George Harrison Wrote ‘Devil’s Radio” After Thinking He Could Write Songs Like Eurythmics
Many things inspired George Harrison, even other rock musicians. After the former Beatle went to a couple of Eurythmics concerts, George left feeling like he could write similar songs. He came up with his song “Devil’s Radio.”
George Harrison wrote ‘Devil’s Radio’ after thinking he could write songs like Eurythmics
During an interview with Creem magazine in 1987, George discussed how he came up with “Devil’s Radio,” the seventh track on Cloud Nine.
“I have to go past this little church to take my boy to school and they have a little billboard just a little board outside the church saying, ‘Gossip: The Devil’s Radio … Don’t Be A Broadcaster,'” George said. “That’s all. So I thought, that’s good, that’s a song, and I wrote it going to one of the Eurythmics concerts.
“I sort of spent a bit of time with Dave Stewart, checking out his live show on what was that tour called? Revenge. The Revenge Tour was coming around England and I went to a couple of shows and I thought, ‘Yeah, I can do this. I can write these.’ So I wrote a couple of rockers.”
George said a Beatles musical did something similar to what he warned against in ‘Devil’s Radio’
Elsewhere in the Creem interview, George spoke about the musical John, Paul, George, Ringo… and Bertie, which debuted in Liverpool in 1974 and then made its way to London. George said the musical did what he warned against in “Devil’s Radio.”
George explained, “I saw it up until the intermission and then I saw it with my friend Derek Taylor, who’s a writer who used to work for Warner Bros. and Apple–I said to him we either have to leave now or I’m gonna jump on that stage and throttle those people. It was awful stuff.
“All these idiots acting out people–it’s like I say in ‘The Devil’s Radio,’ talking about what they don’t know. It’s like a rumor. It’s like those Beatles cartoons, and it was so inaccurate it was nauseating, having been one.”
In “Devil’s Radio,” George sings, “He’s in the films and songs and on all your magazines/ It’s everywhere that you may go, the devil’s radio.”
What George was really saying in the song
George perfectly describes his feelings about gossip in “Devil’s Radio.” He replaces “gossip” with words like “vultures,” “weeds,” “pollution,” and “industrial waste.”
It all goes back to talking about something you don’t know, whether through media, film, TV, or anything. George hated the press, who spun lies about him just to sell a newspaper. With everything going on in his life, he was hell-bent on setting the record straight.
By 1987, George had had enough of gossip, and Eurythmics’ music only motivated him to write “Devil’s Radio” more.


Task statement
Go over the listing below line by line, and return each one holding the string "path".

:::::

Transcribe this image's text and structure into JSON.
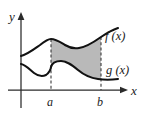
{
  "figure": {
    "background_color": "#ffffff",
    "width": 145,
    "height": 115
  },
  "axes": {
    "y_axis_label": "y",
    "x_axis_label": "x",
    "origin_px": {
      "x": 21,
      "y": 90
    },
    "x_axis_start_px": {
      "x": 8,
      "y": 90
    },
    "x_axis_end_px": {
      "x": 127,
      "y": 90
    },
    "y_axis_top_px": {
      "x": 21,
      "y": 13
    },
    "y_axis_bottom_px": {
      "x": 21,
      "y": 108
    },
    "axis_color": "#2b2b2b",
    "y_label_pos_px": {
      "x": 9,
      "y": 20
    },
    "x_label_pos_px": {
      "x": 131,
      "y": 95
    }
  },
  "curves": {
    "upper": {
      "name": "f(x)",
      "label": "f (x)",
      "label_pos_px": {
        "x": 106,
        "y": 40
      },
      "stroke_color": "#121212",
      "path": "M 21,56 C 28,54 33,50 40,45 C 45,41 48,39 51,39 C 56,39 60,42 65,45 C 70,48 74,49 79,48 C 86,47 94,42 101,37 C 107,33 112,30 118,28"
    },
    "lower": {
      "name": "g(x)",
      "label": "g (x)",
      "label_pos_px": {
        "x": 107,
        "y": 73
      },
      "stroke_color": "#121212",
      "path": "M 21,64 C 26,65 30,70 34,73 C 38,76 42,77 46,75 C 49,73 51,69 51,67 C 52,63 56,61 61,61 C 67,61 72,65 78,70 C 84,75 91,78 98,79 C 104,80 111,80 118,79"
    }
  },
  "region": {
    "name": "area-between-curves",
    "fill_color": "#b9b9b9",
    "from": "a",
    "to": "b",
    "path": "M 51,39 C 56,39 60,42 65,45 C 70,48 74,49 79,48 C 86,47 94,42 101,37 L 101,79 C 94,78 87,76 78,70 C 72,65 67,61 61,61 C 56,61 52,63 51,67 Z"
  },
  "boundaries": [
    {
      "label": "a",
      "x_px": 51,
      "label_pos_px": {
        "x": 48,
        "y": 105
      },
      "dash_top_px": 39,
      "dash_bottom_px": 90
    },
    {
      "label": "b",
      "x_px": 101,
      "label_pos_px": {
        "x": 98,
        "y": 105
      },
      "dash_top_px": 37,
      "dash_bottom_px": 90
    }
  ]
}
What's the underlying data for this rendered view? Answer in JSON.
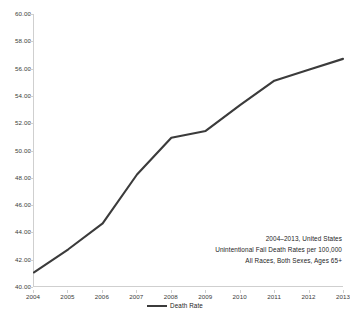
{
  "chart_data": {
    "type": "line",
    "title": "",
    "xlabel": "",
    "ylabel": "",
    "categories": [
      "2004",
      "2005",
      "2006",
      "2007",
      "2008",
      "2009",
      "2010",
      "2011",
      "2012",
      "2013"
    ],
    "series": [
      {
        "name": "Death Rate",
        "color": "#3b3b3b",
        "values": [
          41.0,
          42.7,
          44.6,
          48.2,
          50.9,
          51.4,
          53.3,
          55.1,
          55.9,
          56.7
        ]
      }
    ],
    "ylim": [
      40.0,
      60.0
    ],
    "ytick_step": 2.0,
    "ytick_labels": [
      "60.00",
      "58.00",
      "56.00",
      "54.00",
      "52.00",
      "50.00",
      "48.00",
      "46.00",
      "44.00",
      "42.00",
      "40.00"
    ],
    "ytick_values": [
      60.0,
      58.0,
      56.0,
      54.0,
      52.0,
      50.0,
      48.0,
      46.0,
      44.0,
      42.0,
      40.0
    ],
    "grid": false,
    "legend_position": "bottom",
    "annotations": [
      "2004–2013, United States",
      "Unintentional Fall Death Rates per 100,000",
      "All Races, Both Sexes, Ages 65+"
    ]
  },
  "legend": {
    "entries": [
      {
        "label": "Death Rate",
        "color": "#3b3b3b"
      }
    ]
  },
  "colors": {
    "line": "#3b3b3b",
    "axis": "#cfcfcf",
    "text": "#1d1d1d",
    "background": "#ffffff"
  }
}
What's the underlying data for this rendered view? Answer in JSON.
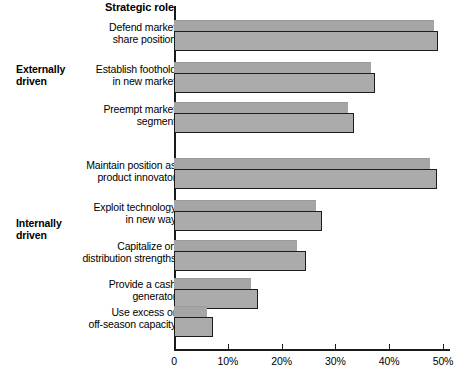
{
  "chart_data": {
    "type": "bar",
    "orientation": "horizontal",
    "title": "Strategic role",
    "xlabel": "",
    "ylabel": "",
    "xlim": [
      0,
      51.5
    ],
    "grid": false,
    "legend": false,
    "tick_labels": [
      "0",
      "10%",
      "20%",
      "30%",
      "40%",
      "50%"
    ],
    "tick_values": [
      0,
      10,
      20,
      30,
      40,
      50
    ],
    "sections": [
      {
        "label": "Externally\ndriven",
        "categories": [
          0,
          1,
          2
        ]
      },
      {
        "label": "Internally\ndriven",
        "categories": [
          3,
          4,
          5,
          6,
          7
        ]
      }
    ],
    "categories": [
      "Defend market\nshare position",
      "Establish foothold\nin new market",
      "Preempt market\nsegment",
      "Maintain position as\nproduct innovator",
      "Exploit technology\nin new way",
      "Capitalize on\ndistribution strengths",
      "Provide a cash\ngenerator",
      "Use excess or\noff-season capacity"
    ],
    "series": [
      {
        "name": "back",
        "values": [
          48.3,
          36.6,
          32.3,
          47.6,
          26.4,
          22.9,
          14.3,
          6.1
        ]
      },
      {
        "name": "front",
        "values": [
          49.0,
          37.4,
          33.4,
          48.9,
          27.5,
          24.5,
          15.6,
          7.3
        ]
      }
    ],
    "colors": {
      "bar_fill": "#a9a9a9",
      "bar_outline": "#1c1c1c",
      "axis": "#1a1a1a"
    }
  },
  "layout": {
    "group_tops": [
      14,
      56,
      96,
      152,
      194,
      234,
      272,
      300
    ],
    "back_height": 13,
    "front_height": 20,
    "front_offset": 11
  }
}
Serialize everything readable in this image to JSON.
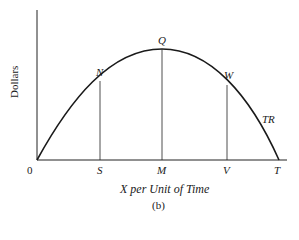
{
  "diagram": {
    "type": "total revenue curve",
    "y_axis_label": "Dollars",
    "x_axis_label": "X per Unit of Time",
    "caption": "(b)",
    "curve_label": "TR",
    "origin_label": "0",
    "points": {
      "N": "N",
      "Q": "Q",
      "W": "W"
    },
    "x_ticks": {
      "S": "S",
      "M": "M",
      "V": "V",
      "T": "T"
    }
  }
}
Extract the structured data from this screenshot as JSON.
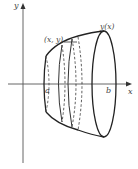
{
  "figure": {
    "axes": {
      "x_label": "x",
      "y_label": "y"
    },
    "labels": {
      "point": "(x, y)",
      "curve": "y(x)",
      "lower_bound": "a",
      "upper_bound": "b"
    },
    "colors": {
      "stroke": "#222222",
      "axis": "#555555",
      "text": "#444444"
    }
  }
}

:::::

Written response
      "path": "M 21,56 C 28,54 33,50 40,45 C 45,41 48,39 51,39 C 56,39 60,42 65,45 C 70,48 74,49 79,48 C 86,47 94,42 101,37 C 107,33 112,30 118,28"
      "path": "M 21,64 C 26,65 30,70 34,73 C 38,76 42,77 46,75 C 49,73 51,69 51,67 C 52,63 56,61 61,61 C 67,61 72,65 78,70 C 84,75 91,78 98,79 C 104,80 111,80 118,79"
    "path": "M 51,39 C 56,39 60,42 65,45 C 70,48 74,49 79,48 C 86,47 94,42 101,37 L 101,79 C 94,78 87,76 78,70 C 72,65 67,61 61,61 C 56,61 52,63 51,67 Z"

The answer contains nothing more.